- Source data -
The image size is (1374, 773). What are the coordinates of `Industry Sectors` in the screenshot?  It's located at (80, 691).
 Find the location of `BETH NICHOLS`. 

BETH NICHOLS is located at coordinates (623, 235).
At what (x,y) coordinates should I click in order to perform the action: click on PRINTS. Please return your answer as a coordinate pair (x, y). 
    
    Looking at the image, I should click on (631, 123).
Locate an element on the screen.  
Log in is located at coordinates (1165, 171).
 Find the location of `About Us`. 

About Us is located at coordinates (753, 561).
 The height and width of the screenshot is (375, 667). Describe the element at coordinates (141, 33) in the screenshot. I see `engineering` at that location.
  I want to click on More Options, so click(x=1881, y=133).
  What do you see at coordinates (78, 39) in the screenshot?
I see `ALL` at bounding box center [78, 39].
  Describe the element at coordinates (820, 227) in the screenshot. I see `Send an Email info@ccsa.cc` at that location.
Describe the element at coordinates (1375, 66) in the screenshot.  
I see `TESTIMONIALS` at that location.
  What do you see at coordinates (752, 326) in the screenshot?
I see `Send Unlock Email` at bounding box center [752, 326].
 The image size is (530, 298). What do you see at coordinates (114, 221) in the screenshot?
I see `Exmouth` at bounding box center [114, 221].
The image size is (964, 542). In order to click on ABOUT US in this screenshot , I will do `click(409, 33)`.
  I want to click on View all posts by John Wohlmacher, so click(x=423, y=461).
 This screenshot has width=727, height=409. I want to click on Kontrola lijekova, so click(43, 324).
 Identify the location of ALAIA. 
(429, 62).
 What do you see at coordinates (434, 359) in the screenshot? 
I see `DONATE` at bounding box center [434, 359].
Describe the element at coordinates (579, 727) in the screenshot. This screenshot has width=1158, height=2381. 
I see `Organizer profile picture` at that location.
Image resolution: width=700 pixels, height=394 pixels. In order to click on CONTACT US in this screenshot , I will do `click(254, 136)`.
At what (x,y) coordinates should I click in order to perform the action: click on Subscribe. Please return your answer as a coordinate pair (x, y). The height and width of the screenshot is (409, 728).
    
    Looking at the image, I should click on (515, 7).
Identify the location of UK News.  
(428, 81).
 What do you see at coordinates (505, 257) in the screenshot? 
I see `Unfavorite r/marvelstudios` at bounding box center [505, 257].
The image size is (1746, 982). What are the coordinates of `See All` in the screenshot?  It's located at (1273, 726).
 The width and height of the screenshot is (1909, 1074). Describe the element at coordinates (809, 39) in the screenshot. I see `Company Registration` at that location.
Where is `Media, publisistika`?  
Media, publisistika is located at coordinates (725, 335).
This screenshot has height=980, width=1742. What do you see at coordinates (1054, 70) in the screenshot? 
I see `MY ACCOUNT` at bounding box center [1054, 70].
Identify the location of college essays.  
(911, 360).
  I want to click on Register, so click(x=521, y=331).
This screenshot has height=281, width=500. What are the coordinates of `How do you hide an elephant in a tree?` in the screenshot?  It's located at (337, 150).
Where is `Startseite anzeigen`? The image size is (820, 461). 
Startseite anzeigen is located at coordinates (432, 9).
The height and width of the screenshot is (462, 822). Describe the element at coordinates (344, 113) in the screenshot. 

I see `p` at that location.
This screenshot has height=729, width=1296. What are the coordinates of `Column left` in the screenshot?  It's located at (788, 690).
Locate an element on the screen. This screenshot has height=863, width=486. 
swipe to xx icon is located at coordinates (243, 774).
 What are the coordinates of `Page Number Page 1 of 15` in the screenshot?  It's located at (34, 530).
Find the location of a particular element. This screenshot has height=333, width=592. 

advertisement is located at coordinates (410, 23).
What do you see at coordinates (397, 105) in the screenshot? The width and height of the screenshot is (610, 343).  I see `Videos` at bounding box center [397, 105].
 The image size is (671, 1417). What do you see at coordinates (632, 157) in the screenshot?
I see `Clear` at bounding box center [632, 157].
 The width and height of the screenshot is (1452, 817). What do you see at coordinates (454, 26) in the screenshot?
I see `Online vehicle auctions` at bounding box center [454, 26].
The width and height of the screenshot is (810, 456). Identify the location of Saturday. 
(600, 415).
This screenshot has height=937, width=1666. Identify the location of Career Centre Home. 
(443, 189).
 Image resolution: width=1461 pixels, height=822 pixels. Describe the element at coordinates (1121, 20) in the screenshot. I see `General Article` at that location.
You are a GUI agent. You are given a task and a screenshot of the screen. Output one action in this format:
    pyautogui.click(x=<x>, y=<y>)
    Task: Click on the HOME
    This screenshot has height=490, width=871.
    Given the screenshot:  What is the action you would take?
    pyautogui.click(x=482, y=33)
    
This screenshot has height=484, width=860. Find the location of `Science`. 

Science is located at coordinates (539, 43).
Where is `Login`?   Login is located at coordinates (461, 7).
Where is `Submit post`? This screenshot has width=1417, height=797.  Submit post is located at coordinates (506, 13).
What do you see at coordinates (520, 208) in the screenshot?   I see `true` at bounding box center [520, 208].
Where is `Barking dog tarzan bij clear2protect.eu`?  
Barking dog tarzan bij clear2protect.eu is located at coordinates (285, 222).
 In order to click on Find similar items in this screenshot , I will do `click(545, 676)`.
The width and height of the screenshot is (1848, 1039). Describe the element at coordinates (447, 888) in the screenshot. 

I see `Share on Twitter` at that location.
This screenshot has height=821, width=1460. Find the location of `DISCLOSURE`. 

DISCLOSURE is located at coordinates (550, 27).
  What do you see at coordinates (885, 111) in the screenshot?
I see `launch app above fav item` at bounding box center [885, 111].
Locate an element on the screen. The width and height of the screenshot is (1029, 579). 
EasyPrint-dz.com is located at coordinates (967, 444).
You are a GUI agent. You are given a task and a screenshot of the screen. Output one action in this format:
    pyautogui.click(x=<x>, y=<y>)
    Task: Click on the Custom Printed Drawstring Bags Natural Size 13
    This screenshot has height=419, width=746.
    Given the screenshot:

- Work item -
Return exactly, and only, the lines above starting at the line that contains "Describe the element at coordinates (579, 727)" and ending at the line that contains "Image resolution: width=700".

- Result -
Describe the element at coordinates (579, 727) in the screenshot. This screenshot has width=1158, height=2381. 
I see `Organizer profile picture` at that location.
Image resolution: width=700 pixels, height=394 pixels. In order to click on CONTACT US in this screenshot , I will do `click(254, 136)`.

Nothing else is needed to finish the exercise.